Packer’s "build args" are a surprisingly powerful way to inject dynamic values into your image builds without touching your Packer templates directly.

Let’s see it in action. Imagine you have a Packer template (my-template.pkr.hcl) that needs to know a specific version of an application to install. Instead of hardcoding version = "1.2.3", you want to pass it in from the command line.

Here’s a snippet of the Packer template:

variable "app_version" {
  type    = string
  default = "latest"
}

build {
  sources {
    source "amazon-ebs" {

      ami_name      = "my-app-ami-{{timestamp}}"

      instance_type = "t3.micro"
      region        = "us-east-1"
      source_ami    = "ami-0c55b159cbfafe1f0" # Example Ubuntu 20.04 LTS
      ssh_username  = "ubuntu"
    }
  }

  provisioner "shell" {
    inline = [

      "echo 'Installing app version: {{user `app_version`}}'",


      "curl -L -o /tmp/app.tar.gz https://example.com/app-{{user `app_version`}}.tar.gz",

      "tar -xzf /tmp/app.tar.gz -C /opt/",
      "rm /tmp/app.tar.gz"
    ]
  }
}

When you run Packer, you can pass the app_version like this:

packer build -var 'app_version=1.2.3' my-template.pkr.hcl

During the build, Packer will substitute {{user app_version}} with 1.2.3. The echo command will output Installing app version: 1.2.3, and the curl command will attempt to download https://example.com/app-1.2.3.tar.gz.
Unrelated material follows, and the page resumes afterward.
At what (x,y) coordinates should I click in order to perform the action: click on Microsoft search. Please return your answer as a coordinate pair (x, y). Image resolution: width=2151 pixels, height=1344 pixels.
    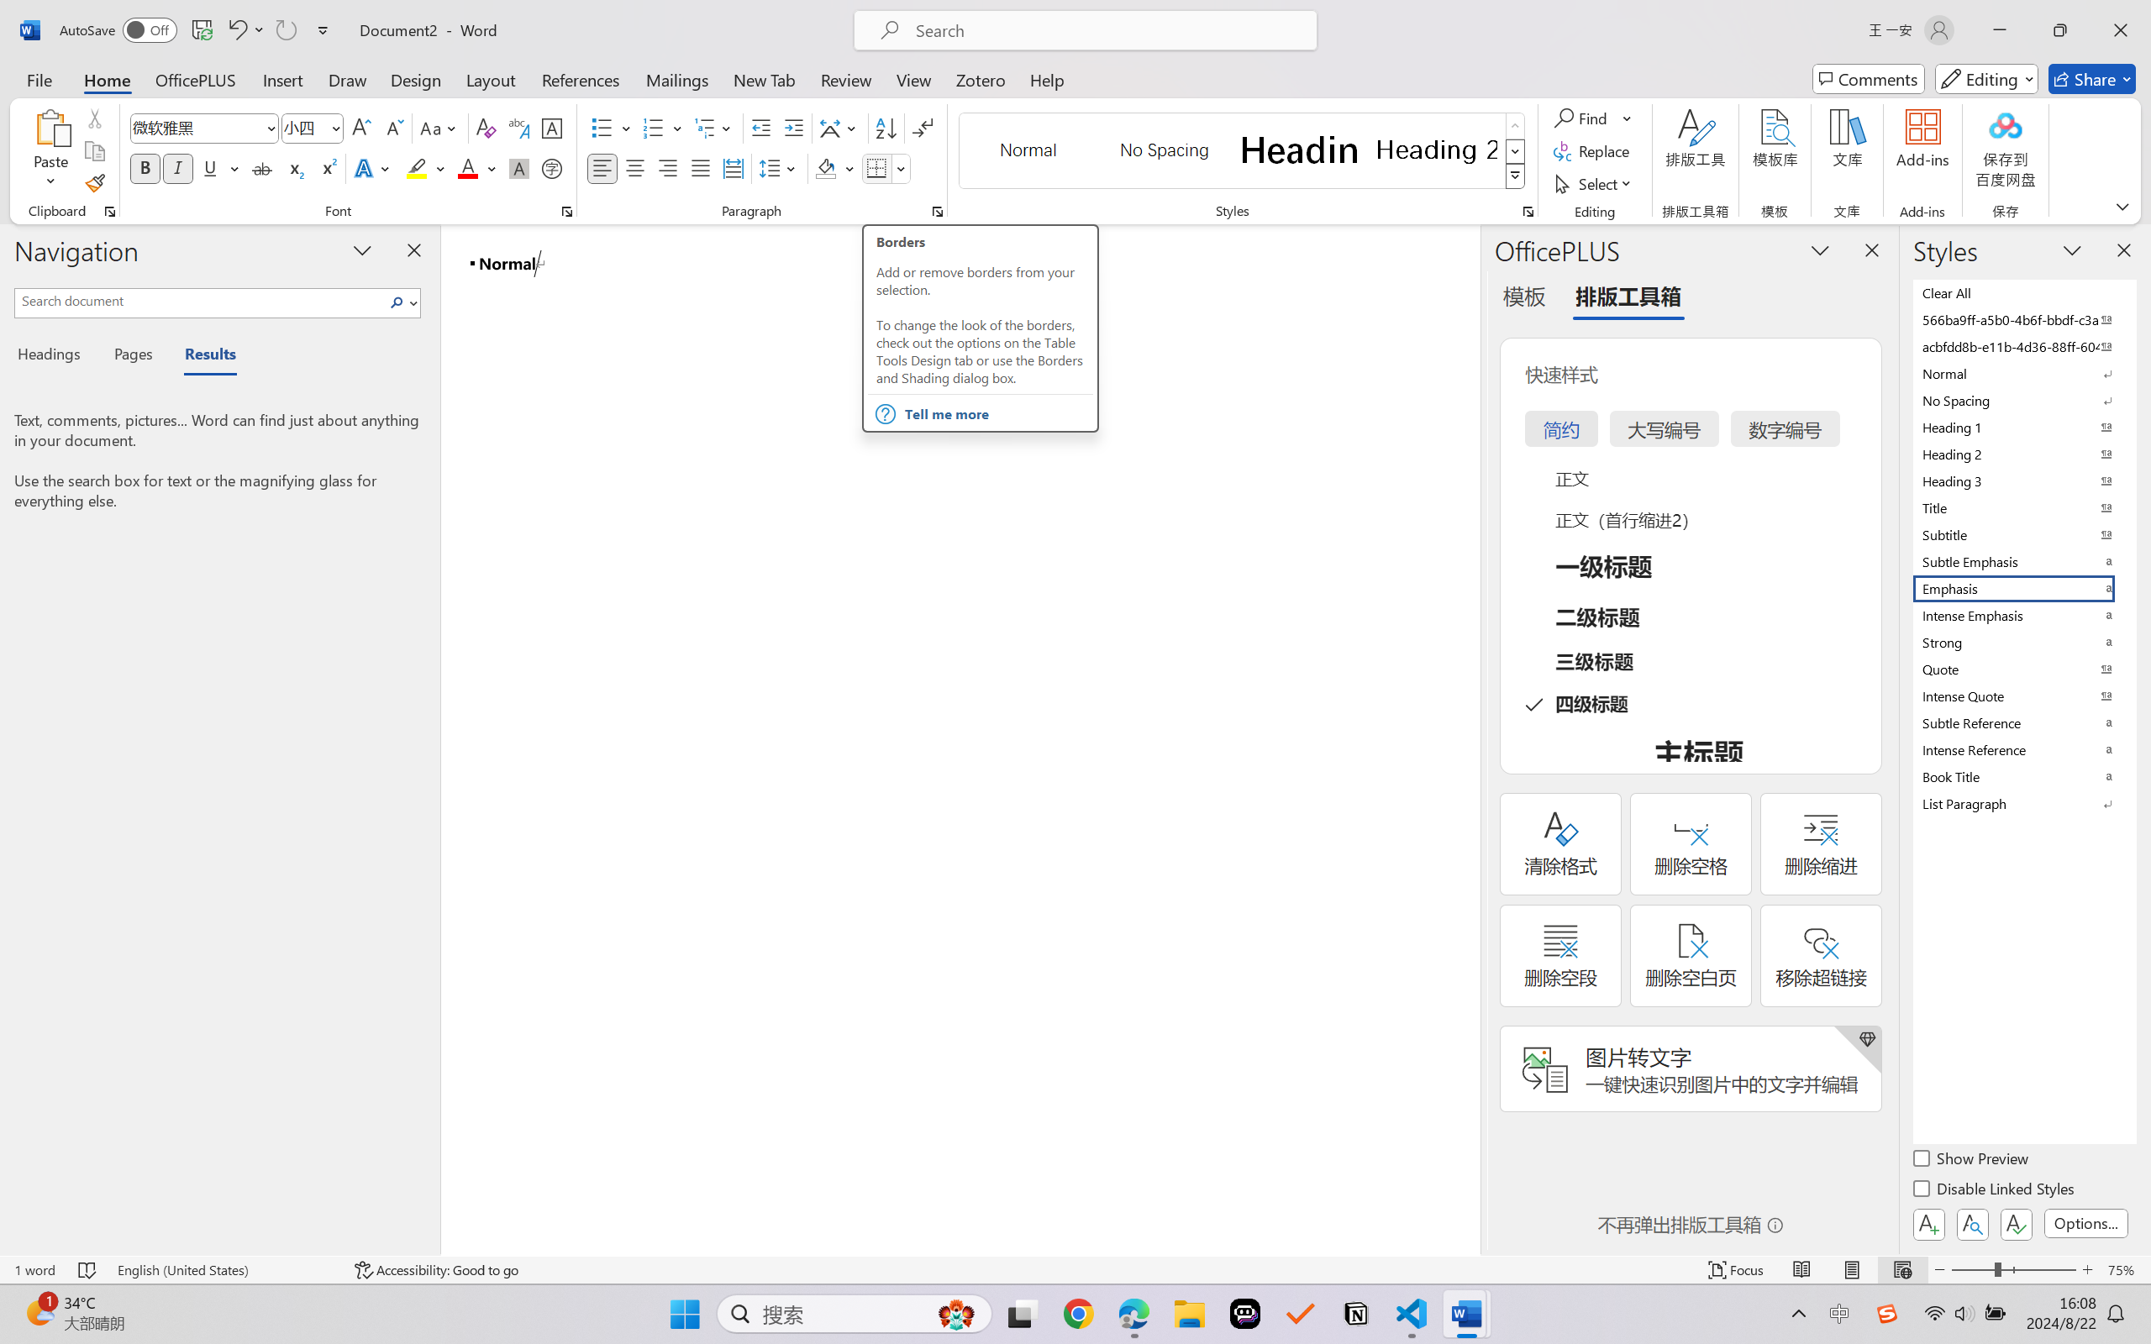
    Looking at the image, I should click on (1107, 30).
The problem Packer solves here is the need for repeatable, parameterized image builds. Without build args, you’d be tempted to duplicate your Packer templates for each version or use complex scripting outside of Packer to manage your template files. Build args keep your templates clean and your build process straightforward.

Internally, Packer processes the -var (or -var-file) flags first, populating its internal variable store. When it encounters a {{user ...}} interpolation within a template, it looks up the variable name in its store. If found, it substitutes the value. If not found and a default is defined, it uses the default. If neither is found, it errors.

The exact levers you control are the variable names you define in your Packer template using the variable block and the corresponding -var flags you pass on the command line. You can define types (string, number, bool, list, map, any) and defaults, which are crucial for making your templates more robust.

You can also pass multiple variables:

packer build \
  -var 'app_version=1.2.4' \
  -var 'instance_type=t3.medium' \
  my-template.pkr.hcl

And use environment variables:

export PK_APP_VERSION="1.2.5"

packer build -var 'app_version={{env `PK_APP_VERSION`}}' my-template.pkr.hcl

This {{env ...}} interpolation is particularly useful for integrating Packer into CI/CD pipelines where build parameters are often managed as environment variables.

A common pitfall is misunderstanding the scope of {{user ...}}. It’s designed for variables passed from the user on the command line or via -var-file. For variables that are intrinsic to the Packer build itself (like timestamp or build_name), you’d use different interpolations.

The next concept you’ll likely encounter is the use of -var-file to manage sets of variables, especially when dealing with sensitive information or complex configurations that are too cumbersome for the command line.